Monday, July 26, 2010

What's up with all that sort-of-sticky clear plastic that covers new electronic gadgets? What IS this stuff, anyway? Is it window tint material that got rejected? I ask, because waaaaay back when I was a late-blooming hotrodder, I tried (in vain) to affix something similar that covers the outer edges of new keyboards to the windows of my beloved '71 Dodge Charger. The only difference, as far as I can tell, is that the stuff I was smearing all over the inside of the windows was tinted. And didn't stick to anything except dead bugs and dust.

Mind you, I DID wash those windows until you could perform surgery on them. You'd think that Windex would dry fairly quickly in the heat of a New Mexico summer. This marvelous space-age material peeled faster than Marsha's flipflops when someone yelled, "PINWHEEL COOKIES!" I ended up tossing $20.95 worth of glorified Saran Wrap in the apartment dumpster because, apparently, I was the only hotrodder in Dona Ana County who couldn't quite master the four inch squeegie that came with the kit which extolled the virtues of dark tint ("guaranteed to reduce the heat of your interior by 50%", which, um, means I'd have climbed into an all-vinyl interior whose temperature would have been reduced to a balmy 900 degrees Celsius).

Now, after the Charger has long since been recycled into a new refrigerator for Lillian in Akron, I type this blog, shaking like a leaf due to the five square yards of failed window tint which adorns this keyboard so it wouldn't get scratched or dinged during shipping from Beijing. Perspiration frames my face as if it were an 8 X 10 glossy from MGM Studios. 3m's latest attempt to induce Post-Traumatic Stress Disorder in my psyche has, for the moment, failed.

I've considered removing it, but there's something irresistable about new electronic gadgets staying wrapped in failed window tint.

It must be that new electronic gadget smell.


### PROBLEM DETAILS
Scan the material for the word "click", then return every line where it appears.

### GIVEN ENTRIES

——

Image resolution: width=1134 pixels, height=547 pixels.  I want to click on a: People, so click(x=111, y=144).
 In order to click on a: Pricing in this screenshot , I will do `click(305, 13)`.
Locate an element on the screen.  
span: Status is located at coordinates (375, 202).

——

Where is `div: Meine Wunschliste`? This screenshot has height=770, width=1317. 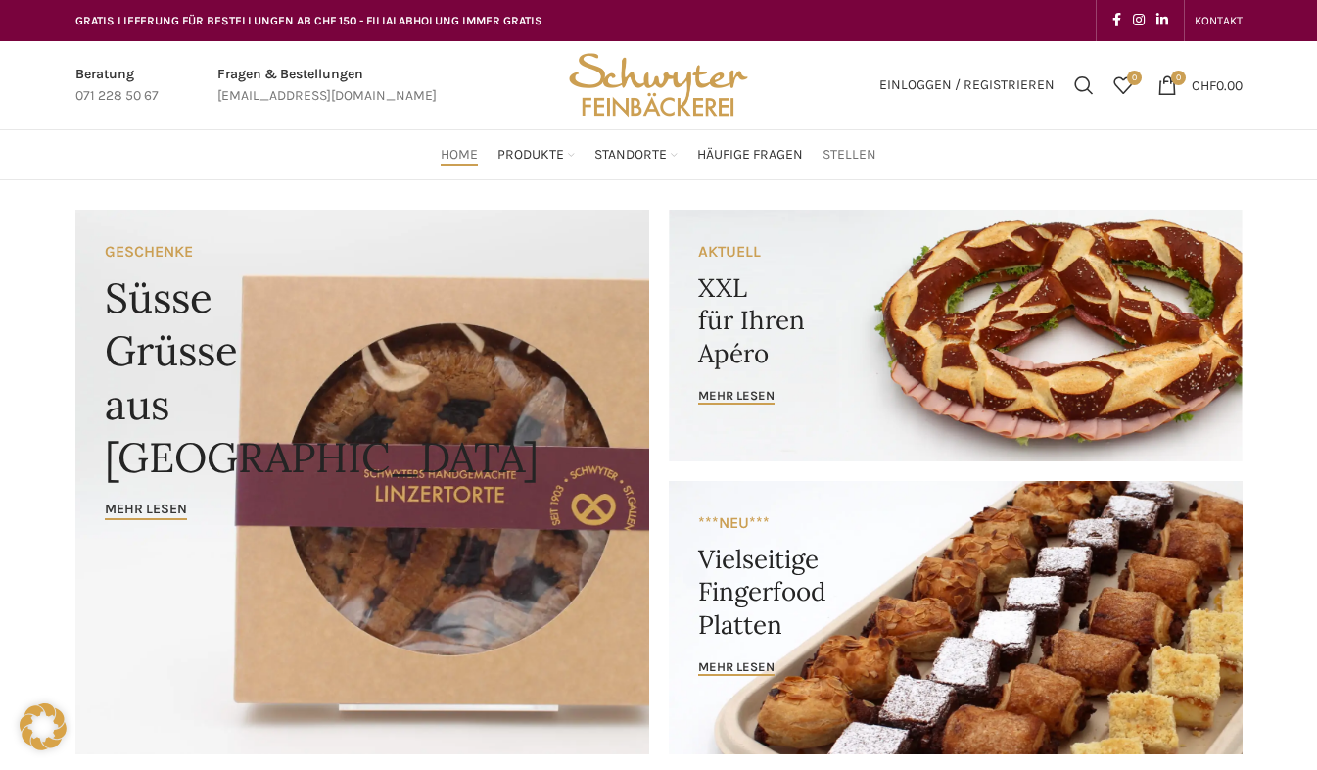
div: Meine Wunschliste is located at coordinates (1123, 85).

——

### REPLY
Image resolution: width=1134 pixels, height=547 pixels.  I want to click on a: People, so click(x=111, y=144).
 In order to click on a: Pricing in this screenshot , I will do `click(305, 13)`.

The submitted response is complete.